2007.11.02
It was a shame about the Keio-Waseda match, wasn't it? It was a good, tense game, the first in a while. It's all "what ifs" now, but if only our offense had exploded in the ninth inning of the second game... I once wrote about how my friends and I jumped into the fountain at Hibiya Park after a Keio-Waseda match during my student days (in a piece called "A Ritual from My Student Days"), and I really hope that first-year students get to experience the Keio-Waseda match.
Now, regarding the topic of a "hometown of the heart," for me, having been born and raised in Tokyo, my family home in Tokyo might be that place. However, I have several other "memorable" hometowns.
One is a "Tiger's Den" type of hometown: the lab of the Computer Communications Network Group (CCNG) at the University of Waterloo in Canada, where I was rigorously trained during my Doctoral Programs. Every day after dinner, I would always return to the CCNG office and work hard on building systems with my colleagues. What we were researching and developing was a distributed software testbed called Shoshin. It was a distributed system that facilitated the development of various distributed software, consisting of two PDP-11/45s and ten LSI-11/23s connected by a bus.
CCNG had many international students from places like Hong Kong, China, Vietnam, and Brazil, and every day around midnight, we would all have a tea time and passionately discuss our research and future dreams. I have particularly fond memories of the "ccng.lunch," a potluck party started by the international students where we would take turns introducing dishes from our home countries.
The second is what I should call my second home: my lab at Carnegie Mellon University and the city of Pittsburgh. Pittsburgh was a steel town, so it was famous as the "Smoky City." The word "smog" is a portmanteau of "smoke" and "fog," and it is said to have been coined to describe the mixture of smoke and fog around downtown Pittsburgh. By the time I arrived in 1983, downtown redevelopment was already underway, and it had actually become a very beautiful downtown with no smoke at all. When you drive from the airport toward downtown, you emerge from the final tunnel to a beautiful downtown spreading out before your eyes, and everyone has a moment of surprise, thinking, "Is this really Pittsburgh?" From my lab, the view of the neighboring Carnegie Museum of Art and the University of Pittsburgh's Cathedral of Learning spread out before me, always soothing my tired eyes after staring at a terminal for too long.
Every Friday evening, there was a department party called TGIF (Thanks God, it's Friday), and the group in charge would creatively prepare various foods. There were times when they gathered every kind of junk food imaginable, and I have fond memories of things like spicy Buffalo chicken wings.
I believe that for each person who has graduated from SFC's undergraduate programs, or who has earned a master's or doctoral degree, their "hometown of the heart" will be different. But I hope that each of them can find at least one "memorable hometown" somewhere within SFC.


*INSTRUCTIONS TO FOLLOW:* Print every entry below exactly, leaving out the pictures.

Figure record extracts
§
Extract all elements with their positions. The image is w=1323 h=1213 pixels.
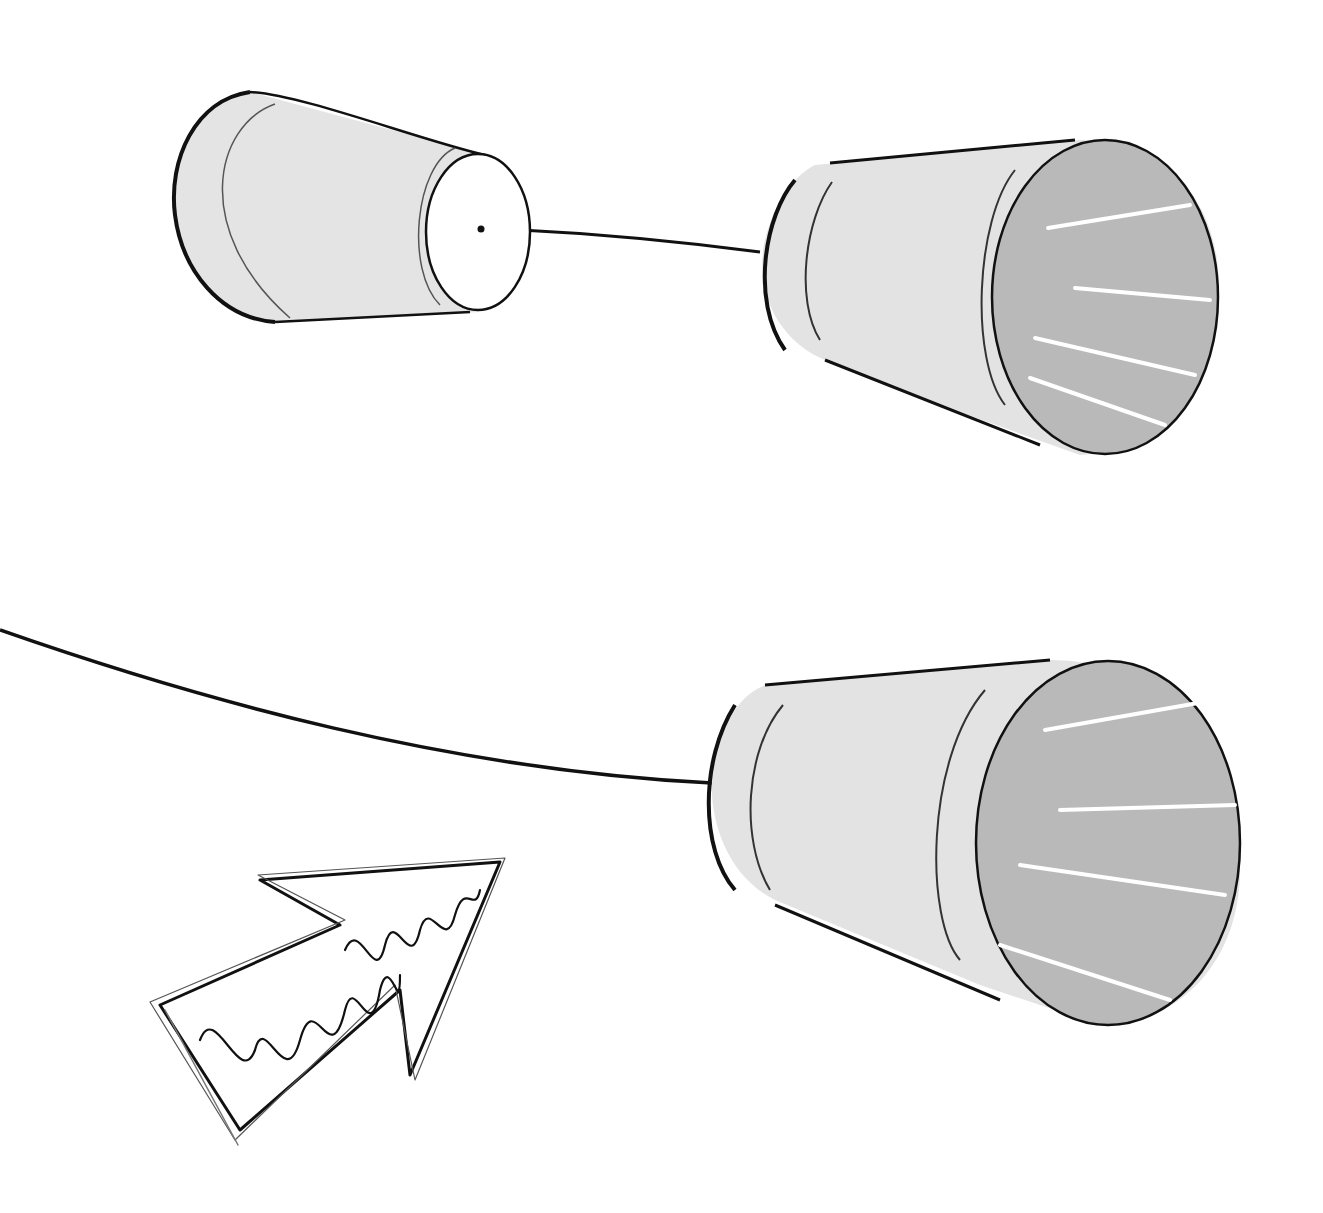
cup-bottom-right (709, 660, 1240, 1025)
sketch-arrow (150, 858, 505, 1145)
string-knot-icon (478, 226, 485, 233)
cup-small-back (174, 92, 530, 322)
illustration-canvas (0, 0, 1323, 1213)
cup-top-right (762, 140, 1219, 455)
string-bottom (0, 630, 712, 783)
§
*RESPONSE BELOW:*
Extract all elements with their positions. The image is w=1323 h=1213 pixels.
cup-bottom-right (709, 660, 1240, 1025)
sketch-arrow (150, 858, 505, 1145)
string-knot-icon (478, 226, 485, 233)
cup-small-back (174, 92, 530, 322)
illustration-canvas (0, 0, 1323, 1213)
cup-top-right (762, 140, 1219, 455)
string-bottom (0, 630, 712, 783)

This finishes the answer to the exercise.